Ousted From Gaza, 10,000 Jewish Settlers Join Quixotic Push To Return
Ari Odess lived for 10 years in Tel Katifa, a Jewish settlement on Gaza’s coastline, before he left under Israeli order eleven years ago. Though he has found a new home in the Israeli-occupied West Bank, he dreams of returning his family of 12 to live near the Gaza seaside.
Now, Odess is the leader of a new Israeli movement with the improbable goal to bring the settlers back to Gaza.
About 10,000 former residents of the Gush Katif settlements and their supporters have joined the movement called HaBayta, or “Going Home.”
Their aim is to convince the Israeli public and the government to send them back to the Gaza Strip, which many former settlers maintain is their true home. Today, many of the 8,600 settlers live together in neighborhoods that were reconstituted over the Green Line, or in West Bank settlements. A minority still live in government-provided caravans.
Israel evacuated settlers from Gaza in 2005 according to a plan by then-Prime Minister Ariel Sharon which was approved by the Israeli parliament. Sharon believed that by unilaterally disengaging from Gaza Israel could define its borders and improve its standing in the world. But he also intended to take pressure off of Israel to evacuate the West Bank, further entrenching the settlements in the area Palestinians claim as their future state.
“From the first time they took us away from our homes, we started to dream,” said Odess.
HaBayta aims to raise the issue of a settler return to the Gaza Strip with the Israeli public, even as the prospect is highly unlikely. The group has raised almost $80,000 in donations thus far from Israelis and Jewish Americans. One of the group’s recent activities was to construct 11 watchtowers in southern Israel in view of where the settlements once stood, in order to allow visitors to envision the spot where they could stand again.
Residents of two former Gaza Strip settlements, Kfar Darom and Elei Sinai, have started fundraising as part of the HaBayta campaign to rebuild their neighborhoods in Gaza.
According to an article in the Israeli news site Ynet, the group has created orange badges, bracelets and posters with the phrase “Returning to Gush Katif” for Israelis to show their support. Orange was the color of the anti-disengagement movement in the early 2000s.
While Odess acknowledges that moving back to Gaza is unlikely in the near future, he believes that it could happen sooner than most Israelis realize. Odess pointed to the repeated wars between Hamas and Israel over the past 10 years as an indication that the status quo is untenable.
He sees Defense Minister Avigdor Lieberman’s hard line against Hamas — the politician has called on Israel to reconquer the Gaza Strip in the past — as an indication that Israel will topple Hamas in the next war, allowing settlers to return.
“Now that they started thinking about [a settler return],” said Odess of the Israeli public. “Maybe it will take 10 years. Our mission to convince people, to convince the majority of Israelis that this is something that has to be done.”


▸ **TASK TO CARRY OUT**
Repeat the listing in full, preserving every character.

--------------------------------

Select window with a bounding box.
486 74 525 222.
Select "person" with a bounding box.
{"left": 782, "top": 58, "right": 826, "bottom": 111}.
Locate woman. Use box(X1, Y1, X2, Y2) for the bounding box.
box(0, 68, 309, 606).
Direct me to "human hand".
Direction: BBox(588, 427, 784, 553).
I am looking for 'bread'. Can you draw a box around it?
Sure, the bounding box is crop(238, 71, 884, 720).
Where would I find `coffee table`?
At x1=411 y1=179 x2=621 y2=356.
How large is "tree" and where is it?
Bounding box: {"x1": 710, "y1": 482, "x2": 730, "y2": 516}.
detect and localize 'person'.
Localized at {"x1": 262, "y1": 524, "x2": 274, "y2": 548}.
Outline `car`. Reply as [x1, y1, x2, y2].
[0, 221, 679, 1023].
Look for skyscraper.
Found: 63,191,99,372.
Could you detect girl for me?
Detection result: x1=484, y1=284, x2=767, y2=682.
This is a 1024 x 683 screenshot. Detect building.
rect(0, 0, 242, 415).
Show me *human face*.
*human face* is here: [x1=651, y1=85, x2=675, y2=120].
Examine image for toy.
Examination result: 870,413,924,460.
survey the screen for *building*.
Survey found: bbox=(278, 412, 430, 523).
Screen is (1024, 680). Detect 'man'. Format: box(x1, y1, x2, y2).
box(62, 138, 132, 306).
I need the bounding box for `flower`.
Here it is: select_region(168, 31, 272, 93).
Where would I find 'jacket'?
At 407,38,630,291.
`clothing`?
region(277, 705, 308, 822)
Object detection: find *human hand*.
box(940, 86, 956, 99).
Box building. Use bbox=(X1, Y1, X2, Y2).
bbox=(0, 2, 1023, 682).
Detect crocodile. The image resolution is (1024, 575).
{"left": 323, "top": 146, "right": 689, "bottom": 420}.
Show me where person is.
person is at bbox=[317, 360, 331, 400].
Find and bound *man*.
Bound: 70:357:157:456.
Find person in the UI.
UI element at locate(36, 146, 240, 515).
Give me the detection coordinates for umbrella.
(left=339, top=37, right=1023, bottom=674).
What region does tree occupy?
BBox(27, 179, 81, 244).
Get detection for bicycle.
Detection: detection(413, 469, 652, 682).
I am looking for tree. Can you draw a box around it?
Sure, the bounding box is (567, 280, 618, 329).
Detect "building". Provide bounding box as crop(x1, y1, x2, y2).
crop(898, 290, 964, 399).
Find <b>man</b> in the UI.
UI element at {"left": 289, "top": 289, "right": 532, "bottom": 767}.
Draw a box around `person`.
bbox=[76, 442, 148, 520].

--------------------------------

▸ **WRITTEN REPLY**
Select window with a bounding box.
486 74 525 222.
Select "person" with a bounding box.
{"left": 782, "top": 58, "right": 826, "bottom": 111}.
Locate woman. Use box(X1, Y1, X2, Y2) for the bounding box.
box(0, 68, 309, 606).
Direct me to "human hand".
Direction: BBox(588, 427, 784, 553).
I am looking for 'bread'. Can you draw a box around it?
Sure, the bounding box is crop(238, 71, 884, 720).
Where would I find `coffee table`?
At x1=411 y1=179 x2=621 y2=356.
How large is "tree" and where is it?
Bounding box: {"x1": 710, "y1": 482, "x2": 730, "y2": 516}.
detect and localize 'person'.
Localized at {"x1": 262, "y1": 524, "x2": 274, "y2": 548}.
Outline `car`. Reply as [x1, y1, x2, y2].
[0, 221, 679, 1023].
Look for skyscraper.
Found: 63,191,99,372.
Could you detect girl for me?
Detection result: x1=484, y1=284, x2=767, y2=682.
This is a 1024 x 683 screenshot. Detect building.
rect(0, 0, 242, 415).
Show me *human face*.
*human face* is here: [x1=651, y1=85, x2=675, y2=120].
Examine image for toy.
Examination result: 870,413,924,460.
survey the screen for *building*.
Survey found: bbox=(278, 412, 430, 523).
Screen is (1024, 680). Detect 'man'. Format: box(x1, y1, x2, y2).
box(62, 138, 132, 306).
I need the bounding box for `flower`.
Here it is: select_region(168, 31, 272, 93).
Where would I find 'jacket'?
At 407,38,630,291.
`clothing`?
region(277, 705, 308, 822)
Object detection: find *human hand*.
box(940, 86, 956, 99).
Box building. Use bbox=(X1, Y1, X2, Y2).
bbox=(0, 2, 1023, 682).
Detect crocodile. The image resolution is (1024, 575).
{"left": 323, "top": 146, "right": 689, "bottom": 420}.
Show me where person is.
person is at bbox=[317, 360, 331, 400].
Find and bound *man*.
Bound: 70:357:157:456.
Find person in the UI.
UI element at locate(36, 146, 240, 515).
Give me the detection coordinates for umbrella.
(left=339, top=37, right=1023, bottom=674).
What region does tree occupy?
BBox(27, 179, 81, 244).
Get detection for bicycle.
Detection: detection(413, 469, 652, 682).
I am looking for tree. Can you draw a box around it?
Sure, the bounding box is (567, 280, 618, 329).
Detect "building". Provide bounding box as crop(x1, y1, x2, y2).
crop(898, 290, 964, 399).
Find <b>man</b> in the UI.
UI element at {"left": 289, "top": 289, "right": 532, "bottom": 767}.
Draw a box around `person`.
bbox=[76, 442, 148, 520].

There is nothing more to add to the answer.